George W. Bush volunteered his services to help Sarah Palin prepare for her only VP debate with Joe Biden Thursday night.
The White House has released this photo of the secret session:
Sarah Palin has been very faithful to George W. Bush in her limited public remarks. Many Bush insiders are working feverishly to prepare her to appear fully qualified for the role of Vice President.
Palin team stocked with Bush veterans
By Politico's Jonathan Martin
>snip<</p>
With Sarah Palin facing unrelenting press scrutiny and enjoying off-the-charts excitement from voters, John McCain’s campaign is quickly moving to augment her staff and put in place an infrastructure that can address the unexpected wave of interest.
This team of aides and advisers is tasked with preparing Palin for media appearances, including her first on ABC later this week, her debate against Democratic vice presidential nominee Joe Biden early next month, pushing back against near-daily accusations from liberal activists as well as inquiries from mainstream journalists. They are also offering the sort of support provided to any vice presidential pick
>Snip<</p>
This new team of aides and advisers brings years of experience in Republican politics, and includes many who worked for President Bush in the White House and on his two campaigns. They will bring a similarly aggressive mindset as campaign chief Steve Schmidt, also a veteran of the disciplined Bush-Cheney effort. In this, they’ll move to get off defense, a position Palin has been in since her unexpected announcement, and try to keep her on the offensive, using her to launch ever-more sharp attacks against Barack Obama and Biden—attacks that will present the challenge of responding without being labeled sexist.
>Snip<</p>
Numerous McCain aides are involved in the preparation, and staffers stressed that all under the McCain-Palin umbrella were operating as one unit.
Traveling with her and working with the press are Tracey Schmitt and Tucker Eskew. Each is taking a leave from private sector public relations-related jobs to work the final stretch.
Schmitt worked on both Bush campaigns and ran the Republican National Committee communications shop before leaving a year ago to work for a biopharma company. Eskew is a longtime GOP strategist who was a top aide in the first Bush campaign and later worked in the White House before co-founding his own public affairs firm.
They’ll be joined at times by Nicolle Wallace, the former White House communications director who has served as a senior adviser to the McCain campaign since spring. Mark Wallace, Nicolle Wallace’s husband and another veteran of Bushworld, will lend a hand to Palin by prepping her for the lone debate against Biden, Oct. 2 in St. Louis.
Offering policy counsel will be Steve Biegun, a seasoned foreign policy specialist who did stints as a senior member of Bush’s National Security Council and as national security adviser to former Sen. Bill Frist, when he was Senate majority leader. He’s taken a leave from his position as a government affairs executive at Ford Motor Co.
Also helping on the policy front is Joe Donoghue, a longtime McCain aide who has worked for years in the Arizonan’s Senate office. He’ll travel with Palin and serve as a liaison to the campaign headquarters on issues.
>Snip<</p>
Source: http://news.yahoo.com/...
(F)ormer Bush speechwriter David Frum wrote on his National Review blog, "George W. Bush had very slight executive experience before becoming president. His views were not well known. He won the nomination exactly in the same way that Palin has won the hearts of so many conservatives: by sending cultural cues to convince them that he was one of them, understood them, sympathized with them. So that made everything else irrelevant in 2000 - as it seems again to be doing in 2008."
But in the end, Frum wrote, Bush lacked "important aspects of leadership which is how we got into the mess from which he needed to rescue the country and himself."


■ EXERCISE INSTRUCTIONS: From the data below, retype exactly the lines starting with the one that contains "Find the location of a particular element. The width" and ending with the one that contains "This screenshot has height=309, width=464.", both included.

■ PROVIDED DATA:
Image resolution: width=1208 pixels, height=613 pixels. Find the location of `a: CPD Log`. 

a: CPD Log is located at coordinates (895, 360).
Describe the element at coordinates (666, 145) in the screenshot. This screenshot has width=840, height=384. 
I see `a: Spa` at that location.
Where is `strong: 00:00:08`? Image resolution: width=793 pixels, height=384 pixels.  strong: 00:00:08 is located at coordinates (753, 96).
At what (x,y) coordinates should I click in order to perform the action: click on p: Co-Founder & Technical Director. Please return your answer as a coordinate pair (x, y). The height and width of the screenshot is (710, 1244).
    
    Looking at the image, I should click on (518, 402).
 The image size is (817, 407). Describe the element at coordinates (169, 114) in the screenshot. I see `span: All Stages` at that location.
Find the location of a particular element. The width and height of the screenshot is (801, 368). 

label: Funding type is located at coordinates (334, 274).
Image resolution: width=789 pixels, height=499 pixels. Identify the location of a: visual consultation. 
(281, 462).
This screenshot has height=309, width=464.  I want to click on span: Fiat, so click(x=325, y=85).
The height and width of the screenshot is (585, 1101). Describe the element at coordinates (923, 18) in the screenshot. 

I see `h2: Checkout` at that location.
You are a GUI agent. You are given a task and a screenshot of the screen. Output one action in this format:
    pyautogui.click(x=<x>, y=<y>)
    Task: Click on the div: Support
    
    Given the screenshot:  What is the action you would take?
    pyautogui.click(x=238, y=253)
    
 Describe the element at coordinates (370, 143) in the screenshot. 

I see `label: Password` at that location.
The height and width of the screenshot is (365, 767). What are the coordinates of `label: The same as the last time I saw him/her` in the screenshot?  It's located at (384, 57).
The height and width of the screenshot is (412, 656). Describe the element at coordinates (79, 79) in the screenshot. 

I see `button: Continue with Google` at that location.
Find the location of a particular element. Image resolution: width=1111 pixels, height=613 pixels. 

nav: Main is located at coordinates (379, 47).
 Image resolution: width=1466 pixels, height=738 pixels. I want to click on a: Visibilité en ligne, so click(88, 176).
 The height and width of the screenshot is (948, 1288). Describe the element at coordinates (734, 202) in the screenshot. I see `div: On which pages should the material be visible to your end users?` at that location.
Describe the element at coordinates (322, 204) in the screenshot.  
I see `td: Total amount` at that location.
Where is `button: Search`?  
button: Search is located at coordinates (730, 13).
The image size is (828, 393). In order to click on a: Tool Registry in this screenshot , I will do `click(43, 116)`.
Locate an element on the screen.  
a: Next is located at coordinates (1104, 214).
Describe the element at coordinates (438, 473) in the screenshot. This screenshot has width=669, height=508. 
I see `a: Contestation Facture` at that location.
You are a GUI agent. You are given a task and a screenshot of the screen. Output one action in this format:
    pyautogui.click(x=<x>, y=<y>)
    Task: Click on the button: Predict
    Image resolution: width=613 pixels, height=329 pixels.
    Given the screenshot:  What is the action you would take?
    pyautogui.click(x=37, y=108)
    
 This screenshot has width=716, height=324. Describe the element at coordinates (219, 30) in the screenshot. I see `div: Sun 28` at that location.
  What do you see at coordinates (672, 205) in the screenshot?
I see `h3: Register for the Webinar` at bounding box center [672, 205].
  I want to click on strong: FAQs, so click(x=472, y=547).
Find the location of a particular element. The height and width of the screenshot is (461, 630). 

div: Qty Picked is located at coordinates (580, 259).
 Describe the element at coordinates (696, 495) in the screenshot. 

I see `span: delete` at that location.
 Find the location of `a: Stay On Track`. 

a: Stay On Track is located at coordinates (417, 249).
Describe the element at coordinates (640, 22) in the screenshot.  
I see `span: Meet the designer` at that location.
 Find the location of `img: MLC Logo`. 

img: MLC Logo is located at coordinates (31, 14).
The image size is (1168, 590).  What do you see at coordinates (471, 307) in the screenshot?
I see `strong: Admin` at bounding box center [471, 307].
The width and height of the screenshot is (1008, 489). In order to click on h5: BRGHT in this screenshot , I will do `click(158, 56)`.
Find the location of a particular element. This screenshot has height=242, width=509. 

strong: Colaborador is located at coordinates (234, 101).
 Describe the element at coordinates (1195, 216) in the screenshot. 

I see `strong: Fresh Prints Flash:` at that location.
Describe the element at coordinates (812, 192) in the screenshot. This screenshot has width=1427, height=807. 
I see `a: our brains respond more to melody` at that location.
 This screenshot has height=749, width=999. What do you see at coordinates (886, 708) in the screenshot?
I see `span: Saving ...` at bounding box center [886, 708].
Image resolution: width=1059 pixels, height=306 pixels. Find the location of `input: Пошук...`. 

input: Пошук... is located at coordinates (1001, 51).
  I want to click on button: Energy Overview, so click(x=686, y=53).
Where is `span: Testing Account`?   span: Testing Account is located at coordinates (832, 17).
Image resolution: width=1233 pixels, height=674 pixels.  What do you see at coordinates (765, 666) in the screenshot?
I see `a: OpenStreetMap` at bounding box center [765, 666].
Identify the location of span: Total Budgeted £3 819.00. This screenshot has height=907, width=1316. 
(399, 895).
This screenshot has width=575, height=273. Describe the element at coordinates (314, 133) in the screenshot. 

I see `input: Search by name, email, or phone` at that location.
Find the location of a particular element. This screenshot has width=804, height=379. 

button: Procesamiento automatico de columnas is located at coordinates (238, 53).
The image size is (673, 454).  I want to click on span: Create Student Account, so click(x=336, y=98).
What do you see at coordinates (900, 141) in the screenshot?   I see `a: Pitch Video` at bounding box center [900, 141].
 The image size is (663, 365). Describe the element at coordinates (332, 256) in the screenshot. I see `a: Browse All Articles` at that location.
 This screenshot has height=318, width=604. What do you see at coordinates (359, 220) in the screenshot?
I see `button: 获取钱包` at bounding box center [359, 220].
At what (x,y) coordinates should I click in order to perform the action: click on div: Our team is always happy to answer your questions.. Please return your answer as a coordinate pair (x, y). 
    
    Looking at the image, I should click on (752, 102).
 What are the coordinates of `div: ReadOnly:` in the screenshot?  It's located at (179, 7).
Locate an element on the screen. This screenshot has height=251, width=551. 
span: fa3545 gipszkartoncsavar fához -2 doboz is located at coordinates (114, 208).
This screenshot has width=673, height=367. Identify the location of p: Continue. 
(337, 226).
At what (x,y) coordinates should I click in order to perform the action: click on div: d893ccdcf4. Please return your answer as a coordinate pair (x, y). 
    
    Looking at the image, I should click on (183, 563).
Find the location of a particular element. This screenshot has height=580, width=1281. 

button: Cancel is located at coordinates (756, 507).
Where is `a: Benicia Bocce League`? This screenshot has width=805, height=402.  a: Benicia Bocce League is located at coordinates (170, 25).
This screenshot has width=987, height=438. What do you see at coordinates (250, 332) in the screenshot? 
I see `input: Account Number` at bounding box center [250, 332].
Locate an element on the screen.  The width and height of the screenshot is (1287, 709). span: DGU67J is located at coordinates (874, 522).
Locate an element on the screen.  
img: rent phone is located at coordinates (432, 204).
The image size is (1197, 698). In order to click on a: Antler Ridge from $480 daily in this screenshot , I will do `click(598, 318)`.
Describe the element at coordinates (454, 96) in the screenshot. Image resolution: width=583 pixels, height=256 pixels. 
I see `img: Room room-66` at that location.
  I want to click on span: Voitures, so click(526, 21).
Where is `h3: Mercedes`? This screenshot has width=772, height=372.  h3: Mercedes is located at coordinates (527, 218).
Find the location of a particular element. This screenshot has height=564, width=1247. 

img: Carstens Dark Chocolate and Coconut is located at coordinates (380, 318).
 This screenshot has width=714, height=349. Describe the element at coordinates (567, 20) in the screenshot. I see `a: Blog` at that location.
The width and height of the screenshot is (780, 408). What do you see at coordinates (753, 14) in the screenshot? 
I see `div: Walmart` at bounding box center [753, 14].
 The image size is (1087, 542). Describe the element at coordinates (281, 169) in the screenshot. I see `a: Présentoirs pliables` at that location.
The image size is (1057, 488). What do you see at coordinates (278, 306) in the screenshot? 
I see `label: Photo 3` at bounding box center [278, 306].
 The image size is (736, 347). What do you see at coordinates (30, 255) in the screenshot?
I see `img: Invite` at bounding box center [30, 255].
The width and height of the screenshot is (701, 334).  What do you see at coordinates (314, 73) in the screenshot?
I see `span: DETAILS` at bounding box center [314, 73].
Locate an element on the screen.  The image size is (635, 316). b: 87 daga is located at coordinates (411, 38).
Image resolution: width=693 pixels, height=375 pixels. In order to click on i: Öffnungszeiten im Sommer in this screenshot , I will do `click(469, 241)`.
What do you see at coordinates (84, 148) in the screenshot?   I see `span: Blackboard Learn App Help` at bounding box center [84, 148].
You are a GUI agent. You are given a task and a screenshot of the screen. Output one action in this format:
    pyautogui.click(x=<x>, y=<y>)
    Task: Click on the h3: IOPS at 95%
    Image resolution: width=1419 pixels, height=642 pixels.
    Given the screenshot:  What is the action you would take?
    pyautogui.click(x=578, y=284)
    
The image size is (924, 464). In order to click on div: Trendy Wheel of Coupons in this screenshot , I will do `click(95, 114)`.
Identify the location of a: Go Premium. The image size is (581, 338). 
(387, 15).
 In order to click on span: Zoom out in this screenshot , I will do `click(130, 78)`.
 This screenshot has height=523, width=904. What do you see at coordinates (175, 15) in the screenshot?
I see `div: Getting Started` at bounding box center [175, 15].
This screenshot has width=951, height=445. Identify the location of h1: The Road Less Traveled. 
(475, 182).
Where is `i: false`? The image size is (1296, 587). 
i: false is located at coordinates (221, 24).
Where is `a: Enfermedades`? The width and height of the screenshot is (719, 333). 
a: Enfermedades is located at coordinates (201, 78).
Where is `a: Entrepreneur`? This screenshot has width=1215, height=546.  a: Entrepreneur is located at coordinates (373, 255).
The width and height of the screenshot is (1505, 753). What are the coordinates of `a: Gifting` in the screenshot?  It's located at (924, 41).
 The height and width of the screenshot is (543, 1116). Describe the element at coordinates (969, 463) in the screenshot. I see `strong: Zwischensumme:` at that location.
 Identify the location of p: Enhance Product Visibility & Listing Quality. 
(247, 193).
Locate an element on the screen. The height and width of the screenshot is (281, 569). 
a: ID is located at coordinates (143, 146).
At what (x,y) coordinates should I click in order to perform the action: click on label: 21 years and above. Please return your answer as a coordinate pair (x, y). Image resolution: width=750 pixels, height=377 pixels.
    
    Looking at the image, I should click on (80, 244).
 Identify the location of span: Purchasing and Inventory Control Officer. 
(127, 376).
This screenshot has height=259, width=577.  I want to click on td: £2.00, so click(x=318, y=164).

■ SOLUTION:
Find the location of a particular element. The width and height of the screenshot is (801, 368). 

label: Funding type is located at coordinates (334, 274).
Image resolution: width=789 pixels, height=499 pixels. Identify the location of a: visual consultation. 
(281, 462).
This screenshot has height=309, width=464.  I want to click on span: Fiat, so click(x=325, y=85).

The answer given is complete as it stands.